You will be able to use the dashboard template to:
- Monitor the evolution of frustration score over time
- Understand main frustration factors affecting your users
- Identify top pages affected by a specific frustration factor
- Understand how impactful a frustration is on the user’s experience
Monitor Frustration Score
1. Navigate to 'Dashboards' and click the frustration analysis template
2. Define the context by selecting a segment and analysis scope (“Site” or “Page group”). When selecting ‘Page group’, you will need to select a specific page or page group. This option allows you to use personalized conditions.
3. Select "Create my dashboard".
Once created, you’ll find ready to use widgets grouped by Frustration score, Rage Clicks, Excessive Hover and Button multiple clicks.
There are two widgets in the grouped by Frustration score (Overview)
- Line chart with the metric Frustration score (99th percentile) on all devices
-
Table view grouped by frustration factors on all devices
Using Percentile levels
A percentile is a value on a scale of 100 that indicates the percent of a distribution that is equal to or below it.
The different percentile levels let you select on which level of granularity you want to analyze the frustration score based on a population.
- The median is the 50th percentile. It means that 50% of sessions/page views have a frustration score lower than the median score, and 50% of sessions/page views have a higher score.
- The 90th percentile represents the value where 10% of the result exceed it and 90% fall below it. E.g. If '90th percentile of the Homepage is 7' this indicates that less than 10% of the pageviews for the homepage received a Frustration score above 7'.
- The 99th percentile means that 99% of sessions/page views have a score at the 99th percentile or lower. For example: If your site has 1000 sessions, Contentsquare ranks them by session level frustration score, and displays the 1%, therefore the 10th highest Frustration score.
Interpret different types of frustration score
Site-level Frustration score: The frustration score (session level) of the Xth percentile (e.g., 99th) ranked session among all sessions.
Page-level Frustration score : The frustration score (pageview level) of the Xth percentile (e.g., 99th) ranked pageview among pageviews on page N (e.g., Product page).

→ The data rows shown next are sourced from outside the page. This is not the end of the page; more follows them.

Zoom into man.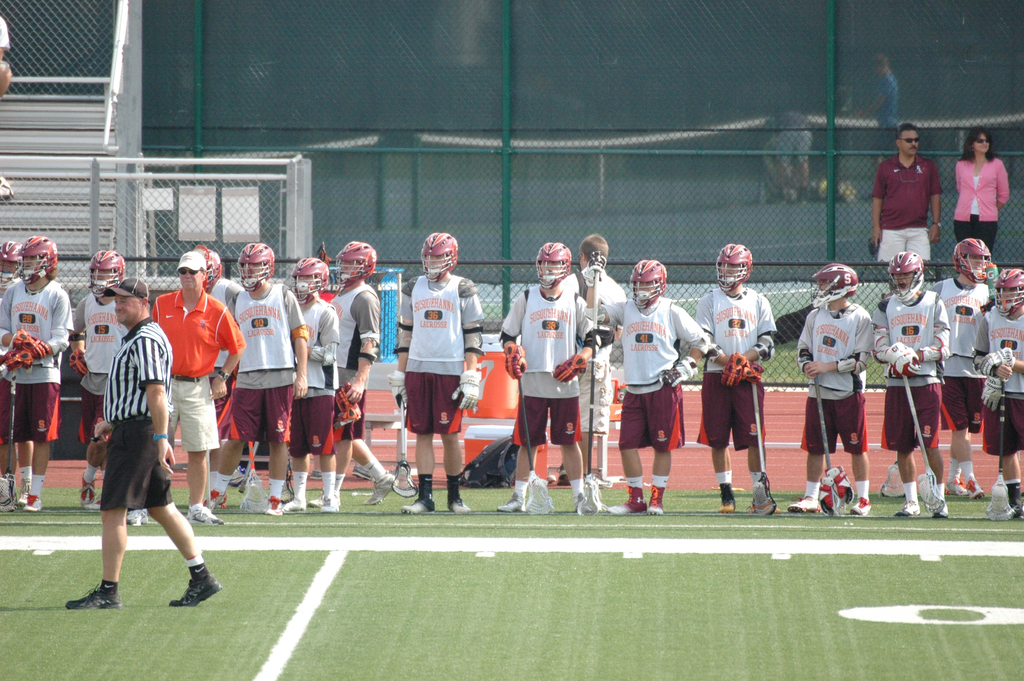
Zoom target: bbox=[278, 252, 339, 513].
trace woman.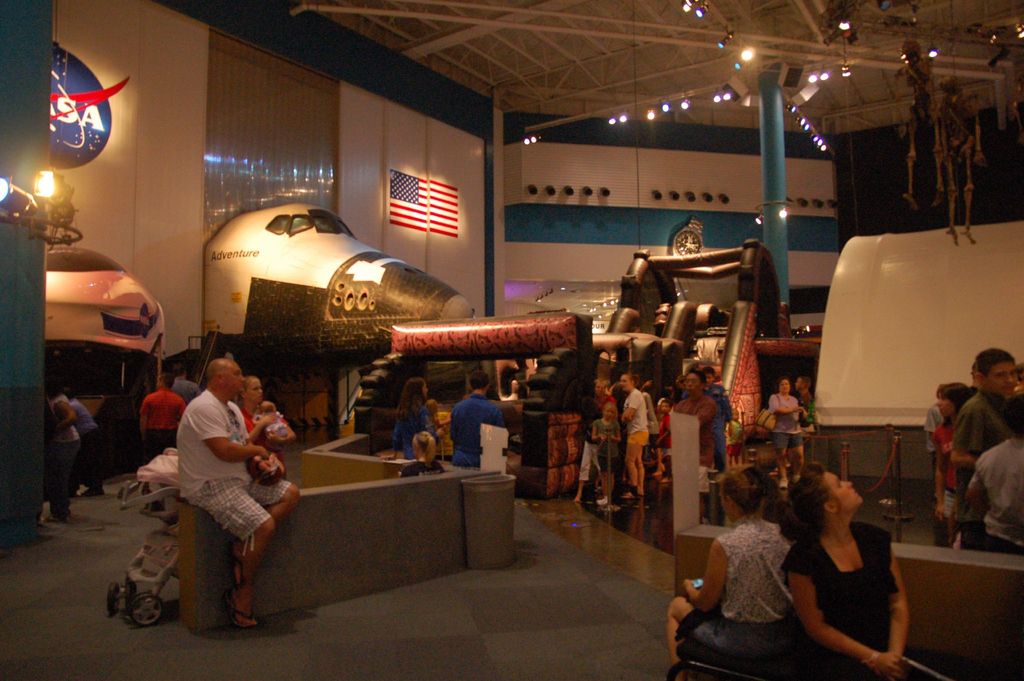
Traced to [234, 375, 290, 473].
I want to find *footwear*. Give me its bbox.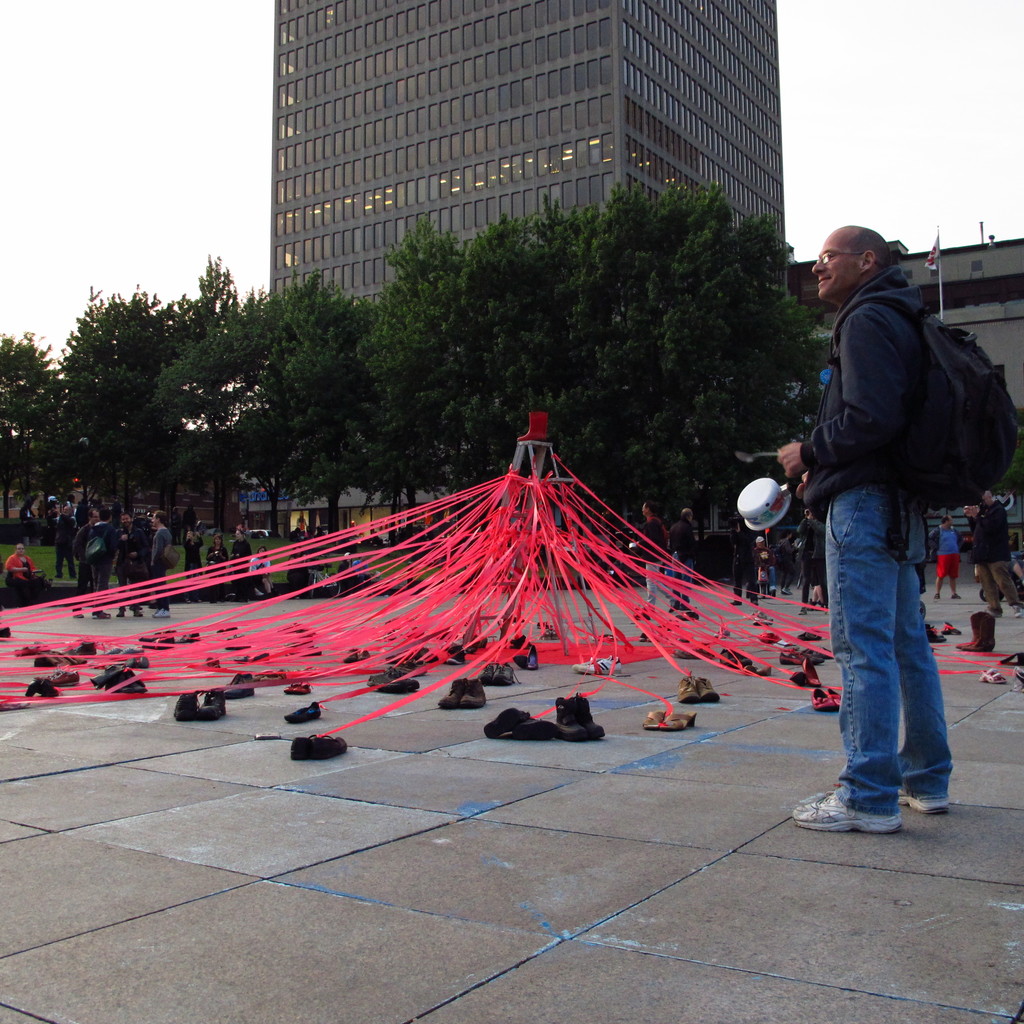
crop(790, 782, 900, 831).
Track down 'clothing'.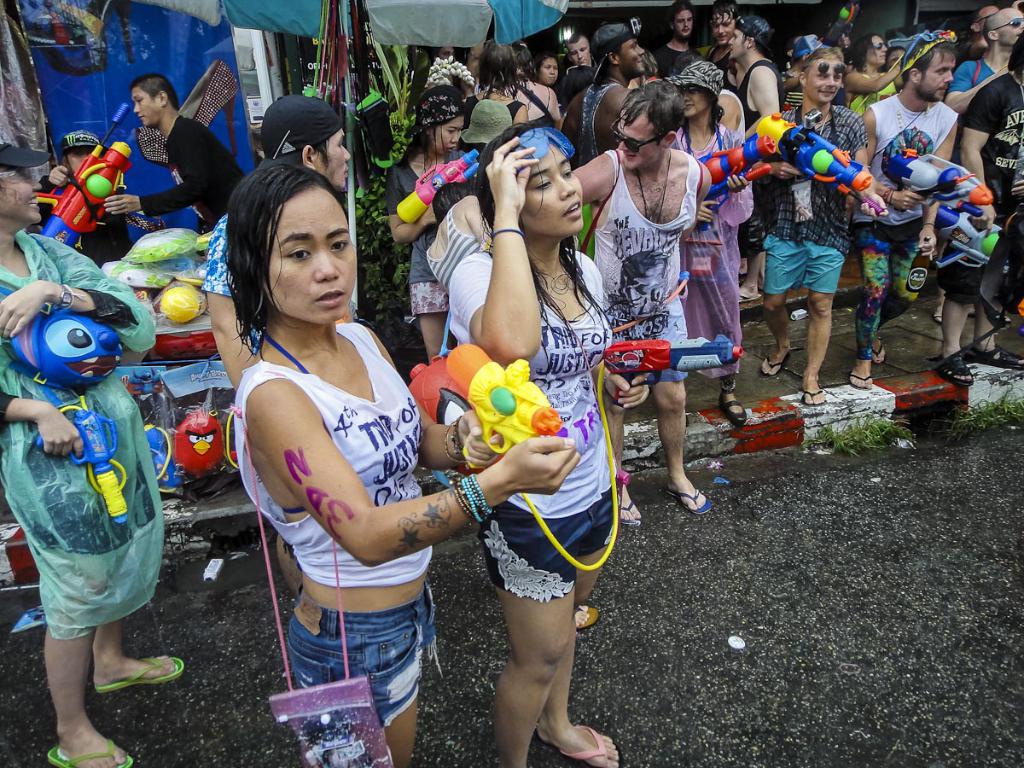
Tracked to [856, 90, 961, 362].
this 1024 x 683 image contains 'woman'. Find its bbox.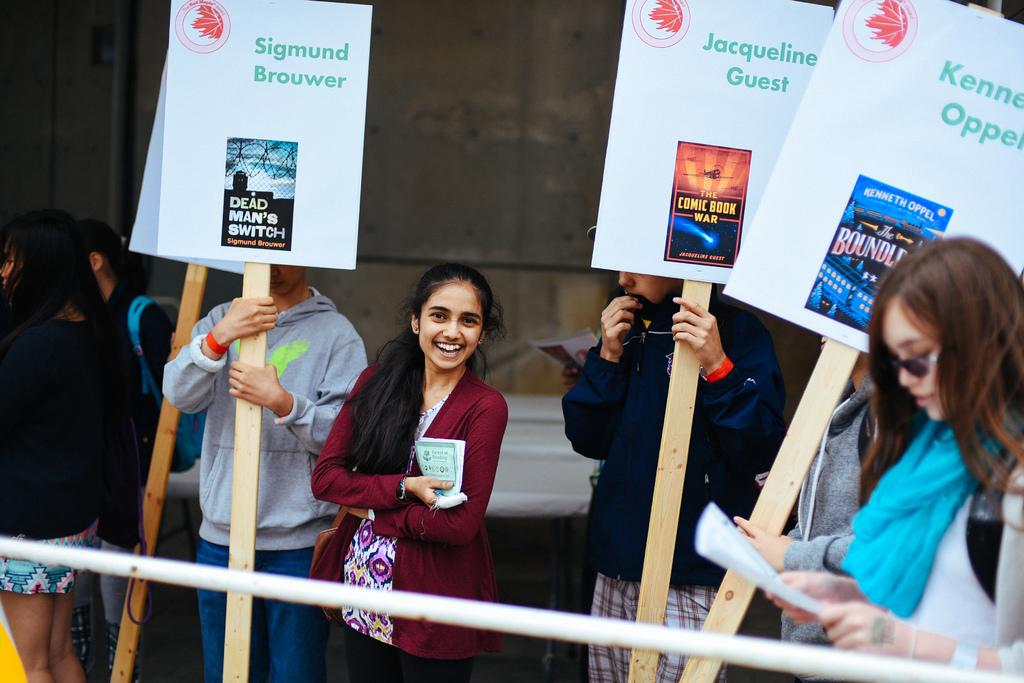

Groups such as Rage Click, Excessive Hover and Button multiple clicks will display two widgets.
- Line chart on page views filtered by the frustration factor
- Table view of the metric number of page views, filtered by the frustration , grouped by path
You can add more groups to dive deeper on your analysis by frustration factor. To do this:
Click on ‘...’ in the top right corner and select ‘Create new group’
Rename your group by clicking on the name by default. Add a widget by hovering over the blank space and clicking on ‘+’ or with the ‘Add widget’ button in the top right corner.
Select the type of widget you want to use.
- To have a complete view of which pages are being affected, use the ‘Data table’ widget.
- To track data over time, use the ‘Line chart’ widget.
Learn more about widgets
In this example using the 'Data table widget', we analyse which pages are being affected by a ‘JS error’ with the following configuration:
Once your group is created, you can add more widgets to complete your analysis. You can do this with the other frustration metrics
Page group analysis
To analyze a specific page or group of pages, the analysis scope to select is ‘Page group’.
Once selected, determine which page or group of pages you want to analyze with the Page selector. You can choose previously created mappings with ‘All page groups’.
Comparing sessions that have experienced the frustration vs sessions that have not experienced the frustration
With the Analysis Context, you can create a segment for the overall Frustration Score or select a specific frustration factor:
- Rage click
- Multiple clicks (Element/Button/Field)
- Excessive hover
- Page looping
- Page not consumed
- Low activity
Session Replay integration
You can see and understand the impact of the frustration factors with Session Replay by clicking on ‘...’ next to the widget.